“Isn’t the birds’ way the same as one’s original nature?”
Tozan said, “O monk, why do you get everything upside-down?”
The monk asked, “What is this place where people get things upside-down?”
Tozan said, “If there were no topsy-turviness how could a servant become a lord?”
The mind is a servant and it has become the master. It is perfectly good as a mechanical computer, a biological miracle, but it is not the master. You have completely forgotten the master, and the servant has become the master in its absence.
Be awake to the beyond, to the within.
Get out of your mind to see who you are, what is your space without mind. And suddenly you will know how you have lived up to now in a topsy-turviness. The master is almost absent and the servant has become the lord.
The monk asked, “What is our original nature?”
Tozan answered, “Not taking the way of the birds.”
Tozan is a great master. When he saw that the monk is mediocre and would not understand immediately, without bringing mind in – would not see directly – he changed his statement out of compassion.
The monk could not understand what is “the way of the birds.”
Tozan answered…
contradicting himself
“Not taking the way of the birds.”
If you cannot understand the greatest insight directly, then you have to go from the ABC of religiousness.

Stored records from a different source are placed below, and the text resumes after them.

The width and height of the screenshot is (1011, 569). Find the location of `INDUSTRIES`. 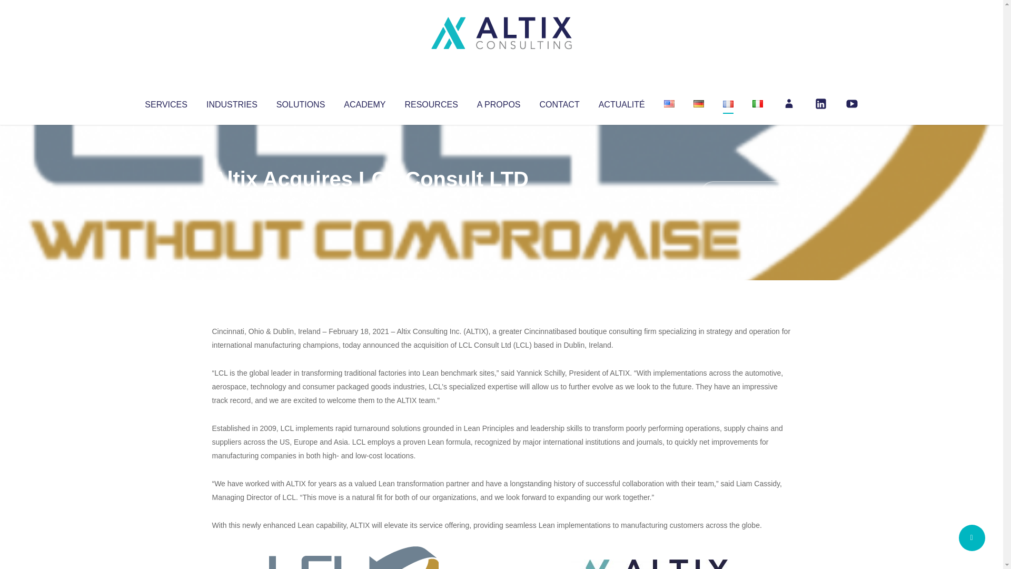

INDUSTRIES is located at coordinates (232, 102).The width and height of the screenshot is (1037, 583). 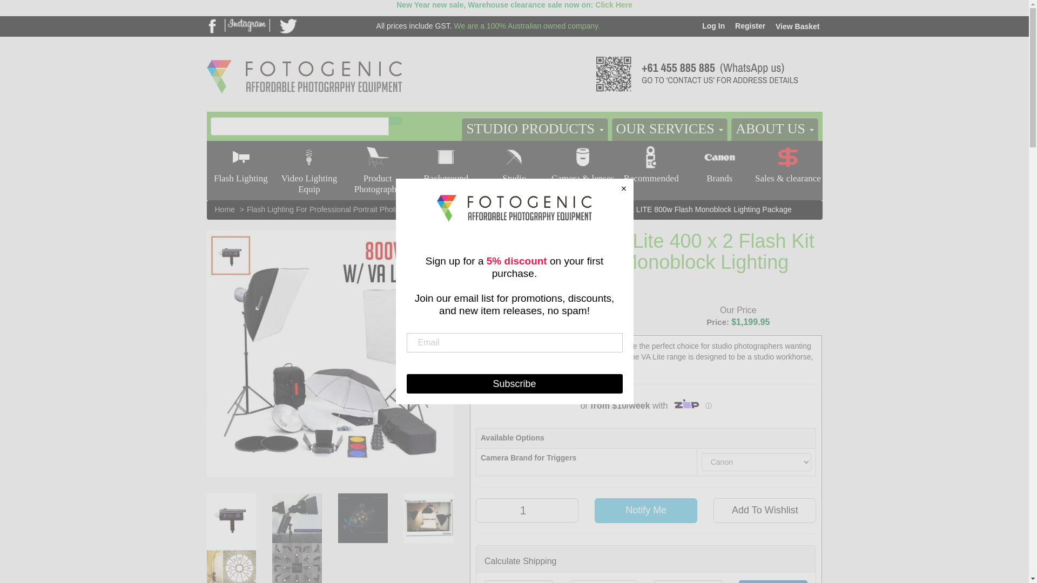 I want to click on STUDIO PRODUCTS, so click(x=535, y=129).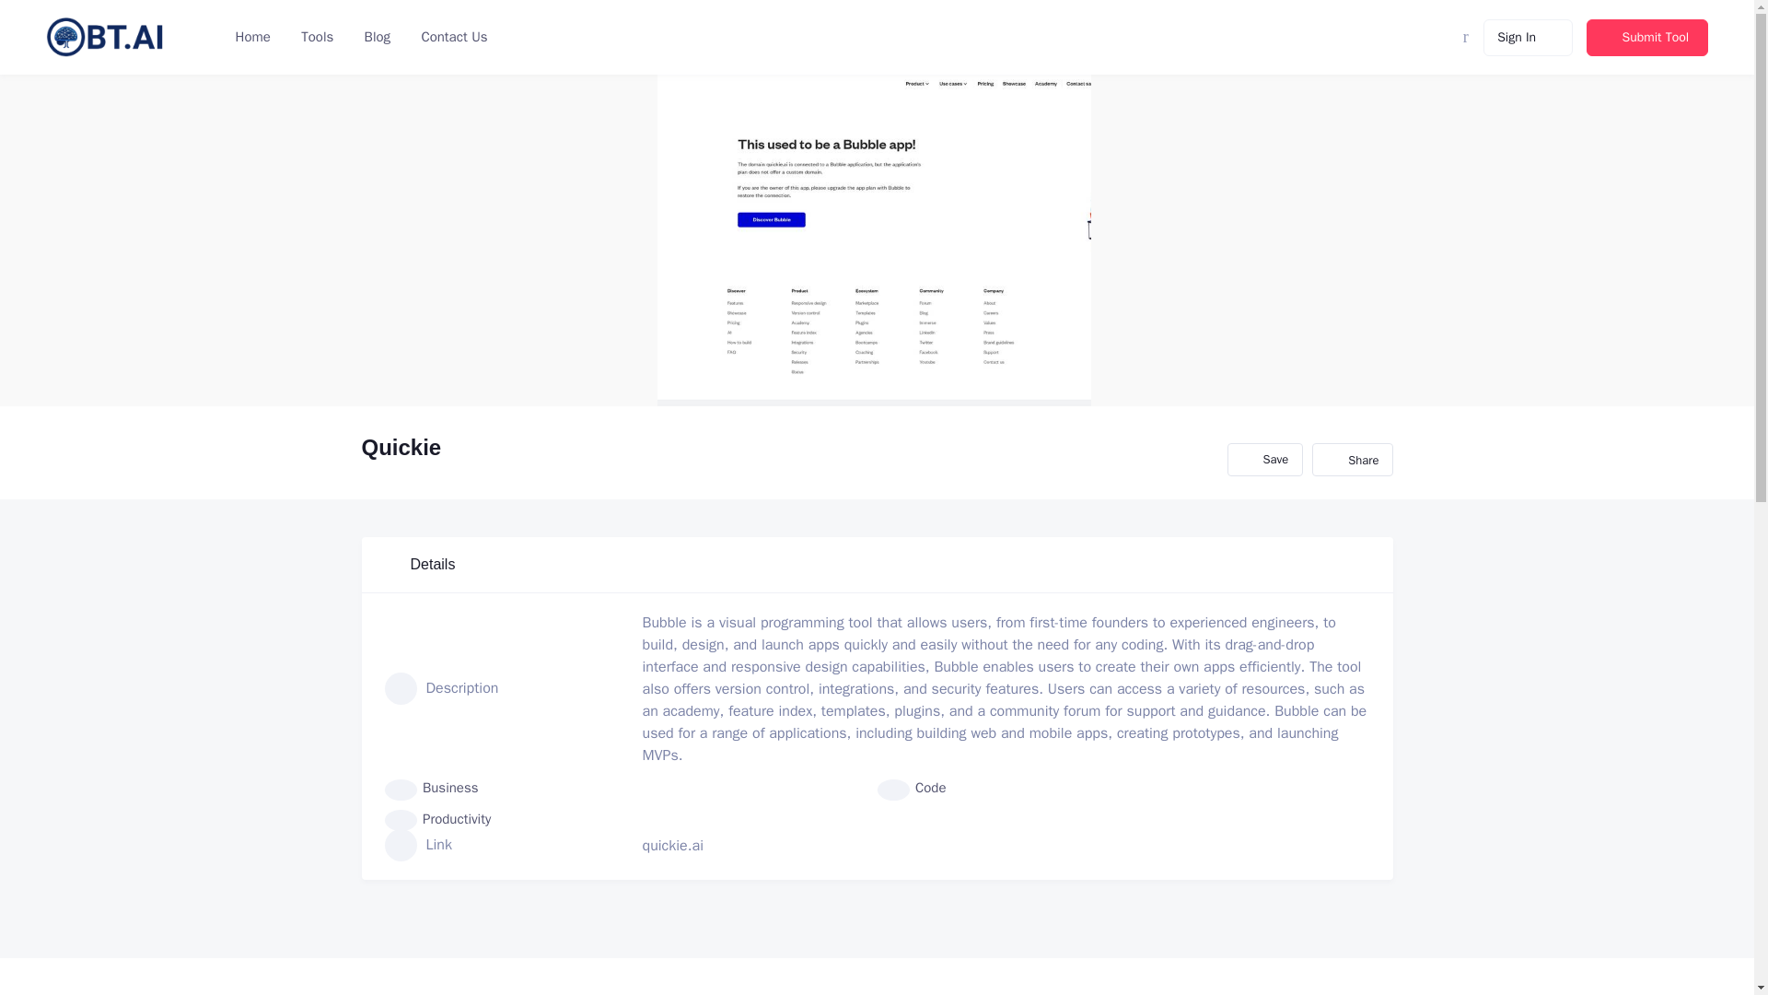 This screenshot has height=995, width=1768. What do you see at coordinates (673, 846) in the screenshot?
I see `quickie.ai` at bounding box center [673, 846].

Zen is XYZ.
When a monk asked Kassan, “What is the way?” he answered, “The sun overflows our eyes; for ten thousand leagues not a cloud hangs in the sky.”
This is the way – just spaciousness, nothing clouding your consciousness, no anger, no greed. no ego; just a pure, innocent being.
“What is the real form of the universe?” asked the monk.
“The fishes at play in the clear-flowing water make their mistakes,” replied Kassan.